Below is a brief excerpt from the chapter called "The Last Party" from my novel The Passion of Mary Magdalen, one of The Maeve Chronicles. Maeve and I reprint it here (with our own permission) as a seasonal offering. Readers in the region of New York State's Hudson Valley, please join me this Friday, April 22nd, 7:30 at High Valley for a community reading of the four chapters that tell the Passion story. There will also be original music!
“Listen, my beloved companions, and remember,” Jesus said, as we passed the unleavened bread and drank the first cup of wine. “Whenever you break bread together or share a cup of wine, I’ll be with you, in your midst. Haven’t we always feasted together? Hasn’t there always been enough and more than enough? I tell you, whenever two or three gather together to share what they have, there I am. There is life. There is the Kingdom of Heaven. Remember. Remember me then.”

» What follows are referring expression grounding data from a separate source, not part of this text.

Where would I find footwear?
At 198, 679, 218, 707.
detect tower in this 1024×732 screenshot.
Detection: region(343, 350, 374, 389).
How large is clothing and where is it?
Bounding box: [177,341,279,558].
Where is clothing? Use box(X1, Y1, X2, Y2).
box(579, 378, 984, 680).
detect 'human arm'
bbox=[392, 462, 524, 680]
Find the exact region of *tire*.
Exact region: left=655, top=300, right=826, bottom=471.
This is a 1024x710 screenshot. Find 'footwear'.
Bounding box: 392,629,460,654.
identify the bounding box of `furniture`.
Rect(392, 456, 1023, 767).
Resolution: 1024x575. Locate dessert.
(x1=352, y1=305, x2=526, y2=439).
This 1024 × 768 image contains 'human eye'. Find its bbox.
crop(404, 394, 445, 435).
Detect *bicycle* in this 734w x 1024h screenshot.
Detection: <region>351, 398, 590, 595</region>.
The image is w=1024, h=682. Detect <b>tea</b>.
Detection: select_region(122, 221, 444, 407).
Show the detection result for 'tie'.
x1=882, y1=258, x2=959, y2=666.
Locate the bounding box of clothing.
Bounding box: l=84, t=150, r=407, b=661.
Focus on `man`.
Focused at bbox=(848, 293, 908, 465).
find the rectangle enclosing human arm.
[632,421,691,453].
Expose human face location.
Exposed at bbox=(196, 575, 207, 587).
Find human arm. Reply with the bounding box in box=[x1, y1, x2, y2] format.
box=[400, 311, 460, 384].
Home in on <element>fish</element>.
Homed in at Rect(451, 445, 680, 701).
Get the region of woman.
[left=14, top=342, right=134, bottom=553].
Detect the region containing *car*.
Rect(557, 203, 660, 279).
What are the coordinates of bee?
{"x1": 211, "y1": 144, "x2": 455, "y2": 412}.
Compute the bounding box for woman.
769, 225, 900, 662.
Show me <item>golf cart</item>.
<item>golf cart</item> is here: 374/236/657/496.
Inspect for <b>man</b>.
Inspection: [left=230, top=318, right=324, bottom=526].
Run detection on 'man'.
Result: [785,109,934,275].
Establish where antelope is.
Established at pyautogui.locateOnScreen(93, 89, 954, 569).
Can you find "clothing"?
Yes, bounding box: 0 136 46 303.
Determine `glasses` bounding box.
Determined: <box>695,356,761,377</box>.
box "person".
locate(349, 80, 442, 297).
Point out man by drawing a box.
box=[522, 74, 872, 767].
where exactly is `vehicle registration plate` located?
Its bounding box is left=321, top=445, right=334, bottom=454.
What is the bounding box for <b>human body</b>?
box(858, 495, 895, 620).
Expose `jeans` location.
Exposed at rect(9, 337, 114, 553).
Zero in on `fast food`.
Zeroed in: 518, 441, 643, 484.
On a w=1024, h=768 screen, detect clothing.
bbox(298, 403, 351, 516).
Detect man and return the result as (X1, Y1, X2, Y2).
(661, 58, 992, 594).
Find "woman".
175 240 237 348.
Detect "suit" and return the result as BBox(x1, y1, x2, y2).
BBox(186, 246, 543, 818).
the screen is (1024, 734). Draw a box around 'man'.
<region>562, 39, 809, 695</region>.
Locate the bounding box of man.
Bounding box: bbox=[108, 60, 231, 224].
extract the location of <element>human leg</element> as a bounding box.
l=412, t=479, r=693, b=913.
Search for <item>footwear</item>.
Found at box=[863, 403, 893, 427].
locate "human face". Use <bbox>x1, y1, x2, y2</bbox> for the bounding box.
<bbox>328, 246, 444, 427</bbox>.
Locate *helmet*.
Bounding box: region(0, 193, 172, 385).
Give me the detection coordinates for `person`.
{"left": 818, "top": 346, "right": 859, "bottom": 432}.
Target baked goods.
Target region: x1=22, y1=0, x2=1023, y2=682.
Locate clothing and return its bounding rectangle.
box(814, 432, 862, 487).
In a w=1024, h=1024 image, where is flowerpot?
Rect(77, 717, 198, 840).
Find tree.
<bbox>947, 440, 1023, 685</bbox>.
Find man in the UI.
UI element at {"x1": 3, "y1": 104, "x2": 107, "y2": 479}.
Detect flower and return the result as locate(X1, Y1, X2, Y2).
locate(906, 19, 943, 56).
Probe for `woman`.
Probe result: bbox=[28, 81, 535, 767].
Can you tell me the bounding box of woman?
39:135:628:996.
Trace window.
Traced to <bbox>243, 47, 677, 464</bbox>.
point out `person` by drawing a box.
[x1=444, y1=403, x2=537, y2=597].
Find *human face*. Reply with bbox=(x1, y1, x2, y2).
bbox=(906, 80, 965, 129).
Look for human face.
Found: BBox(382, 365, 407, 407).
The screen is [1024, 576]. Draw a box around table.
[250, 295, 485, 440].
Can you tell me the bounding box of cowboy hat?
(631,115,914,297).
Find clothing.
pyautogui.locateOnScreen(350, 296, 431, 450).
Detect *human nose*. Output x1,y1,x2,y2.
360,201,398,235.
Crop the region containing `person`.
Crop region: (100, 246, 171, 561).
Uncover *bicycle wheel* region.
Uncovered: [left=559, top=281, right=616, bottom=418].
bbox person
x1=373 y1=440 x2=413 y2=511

“But why do we have to remember you?” Peter burst out. “Where are you going!”
“Where I am going now, you can’t follow. Not yet. But you will in time.”
“But how will we find you if we don’t know where you’re going?” Tomas fretted. “How will we know the way?”
“I am the way,” Jesus said quietly.
That is all he said. Or that is all I remember. If the Last Party was indeed an evening of esoteric teaching, only those words remain with me. The words and how he looked at each of us in turn, letting us understand him in whatever way we could.
When he turned to me, I saw the path the rising moon makes across the water. I saw paths made by wild goats in mountain passes. I saw how a flower tracks the path of the sun, how waves part for a ship’s prow; I saw myself opening all my ways to him.
After the second cup of wine, we loosened up and began to sing somewhat irreverent ditties about the plagues of Egypt and then more dramatic ones about the parting of the Red Sea. With the third cup of wine, we sang the ecstatic victory song of Moses’s sister, Miriam. Then all the women took up tambourines (we always had those at a feast) and danced. Soon the men got up and danced in their own circle. And we all sang, songs with no words, the women ululating.
At last a hush fell. We stood bright-eyed and flushed, glistening with sweat, wild with love for each other, as we had been that last night at the Wedding of Cana. Jesus went and flung open the door, in case Elijah should be waiting to come in. Still on our feet, we drank the fourth cup of wine. Then Jesus set down the cup and crossed the room to me. He took my hand and kissed it, the kiss of a suppliant to his priestess. When he released my hand, I took his and kissed it, the kiss of a disciple to her teacher. Then we stood facing each other, not touching, as the companions made a circle around us. In one movement, we came together and kissed each other on the lips.